History
Founded in 1894 by Robert Finch and Morton Carlisle, the company had two products, an electric toy train and a carbon arc searchlight. It was particularly known for the DCB-224 aero beacon, which is no longer produced. The trains, which entered the marketplace in 1897, stood about 5.5 inches tall, were made of metal, colorful, and highly detailed, and ran on metal track with rails two inches apart. They were the first complete electric-powered trains to be introduced to the marketplace.
Three other smaller, short-lived U.S. toy train manufacturers, including Voltamp, adopted Carlisle & Finch's 2-inch track. Carlisle & Finch's offerings were by definition non-standard, its status as the inventor of the electric train notwithstanding.
At the beginning of World War I, the United States government ordered Carlisle and Finch to cease toy train production in order to concentrate on producing searchlights for the United States Navy and United States Coast Guard. At the end of the war, the company did not resume toy train production, choosing instead to concentrate on its profitable searchlight business. Within a decade, it was the largest producer of military searchlights in the country.
Finch bought out Carlisle's share of the company in 1917. Over the ensuing decades, it began producing equipment for civilian use, with its searchlights being used in lighthouses and on offshore oil rigs.
Typically, in lighthouses the Aerobeacon was used to replace a Fresnel lens.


REQUIRED ACTION:
Retype the data that follows, keeping every character the same.

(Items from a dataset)

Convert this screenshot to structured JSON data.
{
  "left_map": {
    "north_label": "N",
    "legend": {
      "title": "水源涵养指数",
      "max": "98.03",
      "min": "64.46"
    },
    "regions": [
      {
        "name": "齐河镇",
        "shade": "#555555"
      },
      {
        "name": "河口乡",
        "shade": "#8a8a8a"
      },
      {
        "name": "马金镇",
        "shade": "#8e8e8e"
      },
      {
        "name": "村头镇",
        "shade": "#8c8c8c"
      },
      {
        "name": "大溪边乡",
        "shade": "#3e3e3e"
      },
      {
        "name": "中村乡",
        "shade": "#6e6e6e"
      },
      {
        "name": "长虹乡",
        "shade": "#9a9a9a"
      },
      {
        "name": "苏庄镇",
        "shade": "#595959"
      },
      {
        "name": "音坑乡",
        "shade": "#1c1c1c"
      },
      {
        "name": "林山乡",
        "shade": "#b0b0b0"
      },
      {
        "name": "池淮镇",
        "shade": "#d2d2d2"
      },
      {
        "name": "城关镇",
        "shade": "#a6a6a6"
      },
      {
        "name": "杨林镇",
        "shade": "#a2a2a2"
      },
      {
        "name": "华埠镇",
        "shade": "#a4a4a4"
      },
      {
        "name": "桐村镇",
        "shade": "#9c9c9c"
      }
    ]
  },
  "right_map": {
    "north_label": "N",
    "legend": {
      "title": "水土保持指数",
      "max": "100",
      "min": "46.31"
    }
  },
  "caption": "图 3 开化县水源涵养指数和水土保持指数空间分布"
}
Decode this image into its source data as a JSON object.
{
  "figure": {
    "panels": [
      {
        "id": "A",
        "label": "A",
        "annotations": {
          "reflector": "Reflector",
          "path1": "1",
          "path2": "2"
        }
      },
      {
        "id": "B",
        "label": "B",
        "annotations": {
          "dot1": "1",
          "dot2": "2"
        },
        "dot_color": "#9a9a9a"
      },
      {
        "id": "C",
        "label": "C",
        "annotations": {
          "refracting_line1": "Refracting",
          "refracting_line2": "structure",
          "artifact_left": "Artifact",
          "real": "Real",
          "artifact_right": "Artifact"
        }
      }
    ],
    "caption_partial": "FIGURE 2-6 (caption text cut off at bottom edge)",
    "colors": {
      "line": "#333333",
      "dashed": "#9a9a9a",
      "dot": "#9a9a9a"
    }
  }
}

OUTPUT FOR THIS EXERCISE:
Convert this screenshot to structured JSON data.
{
  "left_map": {
    "north_label": "N",
    "legend": {
      "title": "水源涵养指数",
      "max": "98.03",
      "min": "64.46"
    },
    "regions": [
      {
        "name": "齐河镇",
        "shade": "#555555"
      },
      {
        "name": "河口乡",
        "shade": "#8a8a8a"
      },
      {
        "name": "马金镇",
        "shade": "#8e8e8e"
      },
      {
        "name": "村头镇",
        "shade": "#8c8c8c"
      },
      {
        "name": "大溪边乡",
        "shade": "#3e3e3e"
      },
      {
        "name": "中村乡",
        "shade": "#6e6e6e"
      },
      {
        "name": "长虹乡",
        "shade": "#9a9a9a"
      },
      {
        "name": "苏庄镇",
        "shade": "#595959"
      },
      {
        "name": "音坑乡",
        "shade": "#1c1c1c"
      },
      {
        "name": "林山乡",
        "shade": "#b0b0b0"
      },
      {
        "name": "池淮镇",
        "shade": "#d2d2d2"
      },
      {
        "name": "城关镇",
        "shade": "#a6a6a6"
      },
      {
        "name": "杨林镇",
        "shade": "#a2a2a2"
      },
      {
        "name": "华埠镇",
        "shade": "#a4a4a4"
      },
      {
        "name": "桐村镇",
        "shade": "#9c9c9c"
      }
    ]
  },
  "right_map": {
    "north_label": "N",
    "legend": {
      "title": "水土保持指数",
      "max": "100",
      "min": "46.31"
    }
  },
  "caption": "图 3 开化县水源涵养指数和水土保持指数空间分布"
}
Decode this image into its source data as a JSON object.
{
  "figure": {
    "panels": [
      {
        "id": "A",
        "label": "A",
        "annotations": {
          "reflector": "Reflector",
          "path1": "1",
          "path2": "2"
        }
      },
      {
        "id": "B",
        "label": "B",
        "annotations": {
          "dot1": "1",
          "dot2": "2"
        },
        "dot_color": "#9a9a9a"
      },
      {
        "id": "C",
        "label": "C",
        "annotations": {
          "refracting_line1": "Refracting",
          "refracting_line2": "structure",
          "artifact_left": "Artifact",
          "real": "Real",
          "artifact_right": "Artifact"
        }
      }
    ],
    "caption_partial": "FIGURE 2-6 (caption text cut off at bottom edge)",
    "colors": {
      "line": "#333333",
      "dashed": "#9a9a9a",
      "dot": "#9a9a9a"
    }
  }
}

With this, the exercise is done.